Now that I can take a quiet moment here on Skye simply to sit before going out for the last time before the long drive home tomorrow, I notice how caught up I have been, as is natural and human, in my emotional reactions to the last weeks and the landscapes in which I find myself.
Into my inbox this morning pinged my daily Buddhist quote:
'The crucial point is to maintain constant vigilance over and awareness of our mental state so that, at the moment that afflictive emotions rise up, they will not trigger a chain of deluded thoughts. Thus, we neither let desire overwhelm our mind, nor do we repress it while leaving it intact in a hidden corner of the mind. We simply become free from its alienating power.'
- Matthieu Ricard, “Working With Desire”
Ricard was writing a while ago so his style might seem old-fashioned, but the message doesn't change: we can free the mind by noticing how caught up we become in habits of thought and emotional patterns of craving or pushing away.
At last, after so many years' practice of watching my thoughts, I now notice that I do notice when my mind is hijacked by a bumpy stream of reactive thoughts; and it's rather frightening to see how much of the time that happens. I also notice that, since my meditation practice has become irregular while I've been away, I haven't immediate access to a still ground of being in which to rest. So I notice too that while I'm aware of the detrimental effects of not meditating and how easily my mind resumes its switchback course and takes 'me' with it, I'm still not prioritising even just 15 minutes of meditation, or even attention to my breath.
And 'monkey mind' really is monkey mind: last night it chattered away in a kaleidoscope of rather hyper trivia, non-specific anxiety, and trite little jingles well into the early hours.
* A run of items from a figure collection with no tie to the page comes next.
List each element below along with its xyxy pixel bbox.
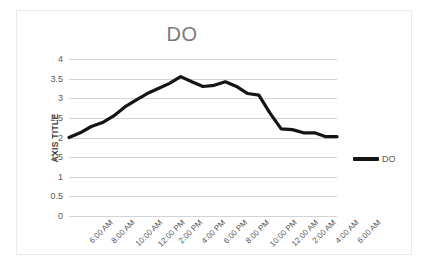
x-axis-tick-label: 4:00 AM [333, 218, 360, 245]
y-axis-tick-label: 3.5 [50, 74, 63, 84]
line-series-do [69, 59, 337, 216]
y-axis-tick-label: 1 [58, 172, 63, 182]
chart-container: DO AXIS TITLE 43.532.521.510.50 6:00 AM8… [16, 10, 412, 255]
plot-area: 43.532.521.510.50 [69, 59, 337, 216]
x-axis-tick-label: 4:00 PM [199, 218, 226, 245]
y-axis-tick-label: 3 [58, 93, 63, 103]
legend-swatch-do [353, 157, 379, 161]
x-axis-tick-labels: 6:00 AM8:00 AM10:00 AM12:00 PM2:00 PM4:0… [69, 216, 337, 261]
y-axis-tick-label: 0 [58, 211, 63, 221]
x-axis-tick-label: 6:00 AM [88, 218, 115, 245]
series-polyline [69, 77, 337, 138]
chart-legend: DO [353, 154, 396, 164]
y-axis-tick-label: 1.5 [50, 152, 63, 162]
x-axis-tick-label: 6:00 AM [356, 218, 383, 245]
y-axis-tick-label: 0.5 [50, 191, 63, 201]
y-axis-tick-label: 4 [58, 54, 63, 64]
y-axis-tick-label: 2.5 [50, 113, 63, 123]
y-axis-tick-label: 2 [58, 133, 63, 143]
chart-title: DO [17, 23, 347, 46]
legend-label-do: DO [382, 154, 396, 164]
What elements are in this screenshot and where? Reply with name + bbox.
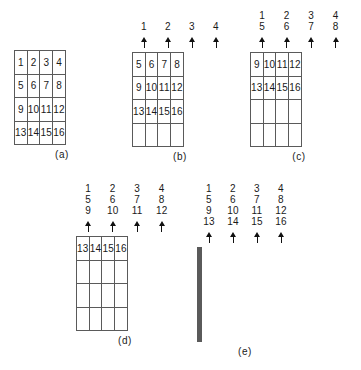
grid-cell: 16 [53, 122, 66, 146]
arrow-column [132, 37, 156, 48]
label-value: 11 [132, 205, 143, 216]
label-column: 4812 [150, 182, 175, 216]
arrow-up-icon [141, 37, 148, 48]
arrow-up-icon [189, 37, 196, 48]
grid-d: 13141516 [76, 236, 128, 331]
grid-cell: 11 [158, 77, 171, 101]
arrow-shaft [192, 40, 193, 48]
grid-cell: 10 [146, 77, 159, 101]
grid-cell: 2 [28, 51, 41, 75]
label-value: 7 [308, 21, 314, 32]
grid-cell: 14 [90, 237, 103, 261]
label-value: 4 [333, 10, 339, 21]
label-column: 26 [275, 9, 300, 32]
grid-cell [276, 124, 289, 148]
label-value: 13 [203, 216, 215, 227]
grid-cell: 15 [102, 237, 115, 261]
grid-cell [77, 261, 90, 285]
arrow-up-icon [254, 232, 261, 243]
label-value: 1 [259, 10, 265, 21]
panel-caption-c: (c) [250, 151, 348, 162]
label-column: 371115 [245, 182, 269, 227]
grid-cell: 3 [40, 51, 53, 75]
label-value: 10 [227, 205, 239, 216]
grid-cell [115, 261, 128, 285]
grid-cell [102, 284, 115, 308]
grid-cell: 16 [115, 237, 128, 261]
label-value: 4 [159, 183, 165, 194]
label-column: 481216 [269, 182, 293, 227]
arrow-shaft [88, 224, 89, 232]
arrow-up-icon [213, 37, 220, 48]
arrow-shaft [144, 40, 145, 48]
arrow-shaft [335, 40, 336, 48]
grid-cell: 15 [40, 122, 53, 146]
grid-cell [77, 284, 90, 308]
grid-cell: 7 [40, 75, 53, 99]
arrow-shaft [281, 235, 282, 243]
arrow-shaft [311, 40, 312, 48]
grid-cell [276, 100, 289, 124]
label-value: 14 [227, 216, 239, 227]
grid-cell [201, 248, 202, 272]
arrow-column [197, 232, 221, 243]
label-column: 159 [76, 182, 101, 216]
grid-cell [171, 124, 184, 148]
arrow-up-icon [109, 221, 116, 232]
label-value: 2 [110, 183, 116, 194]
grid-cell: 11 [276, 53, 289, 77]
grid-cell: 16 [171, 100, 184, 124]
grid-cell [264, 124, 277, 148]
arrow-row-e [197, 232, 293, 243]
grid-cell: 15 [276, 77, 289, 101]
grid-cell [90, 308, 103, 332]
grid-cell: 14 [146, 100, 159, 124]
label-value: 12 [275, 205, 287, 216]
grid-cell [146, 124, 159, 148]
arrow-column [299, 37, 324, 48]
label-stack-e: 15913261014371115481216 [197, 182, 293, 227]
arrow-up-icon [230, 232, 237, 243]
grid-cell: 10 [264, 53, 277, 77]
arrow-shaft [168, 40, 169, 48]
grid-cell: 15 [158, 100, 171, 124]
grid-cell: 14 [264, 77, 277, 101]
grid-cell: 9 [133, 77, 146, 101]
label-value: 9 [206, 205, 212, 216]
panel-caption-b: (b) [132, 151, 228, 162]
grid-cell [264, 100, 277, 124]
label-value: 5 [206, 194, 212, 205]
arrow-shaft [257, 235, 258, 243]
grid-cell: 4 [53, 51, 66, 75]
grid-cell: 9 [251, 53, 264, 77]
label-stack-b: 1234 [132, 20, 228, 32]
label-column: 37 [299, 9, 324, 32]
label-column: 4 [204, 20, 228, 32]
label-stack-d: 159261037114812 [76, 182, 174, 216]
label-value: 12 [156, 205, 168, 216]
grid-cell [289, 100, 302, 124]
label-value: 3 [134, 183, 140, 194]
arrow-column [269, 232, 293, 243]
label-value: 2 [165, 21, 171, 32]
arrow-column [245, 232, 269, 243]
label-column: 15 [250, 9, 275, 32]
label-column: 48 [324, 9, 349, 32]
label-value: 1 [206, 183, 212, 194]
grid-cell: 1 [15, 51, 28, 75]
arrow-shaft [262, 40, 263, 48]
figure-canvas: { "figure": { "background": "#ffffff", "… [0, 0, 361, 370]
label-value: 10 [107, 205, 119, 216]
arrow-row-c [250, 37, 348, 48]
label-value: 1 [85, 183, 91, 194]
grid-cell [201, 295, 202, 319]
grid-cell [251, 100, 264, 124]
label-value: 8 [278, 194, 284, 205]
grid-cell: 6 [28, 75, 41, 99]
arrow-up-icon [283, 37, 290, 48]
arrow-row-d [76, 221, 174, 232]
grid-a: 12345678910111213141516 [14, 50, 66, 145]
arrow-shaft [209, 235, 210, 243]
label-value: 16 [275, 216, 287, 227]
arrow-column [180, 37, 204, 48]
I could have got up and meditated, or practised yoga, for 10 minutes; instead I lay there, victim of a mental and emotional hijacking, for hours.
The good thing is that at least I noticed.
Walking the Old Ways : nature, the bardic & druidic arts, holism, Zen, the ecological imagination
from BARDO
The stars are in our belly; the Milky Way
Is it a consolation
is star-stuff too?
– That wherever you go you can never fully disappear –
Tree, rain, coal, glow-worm, horse, gnat, rock.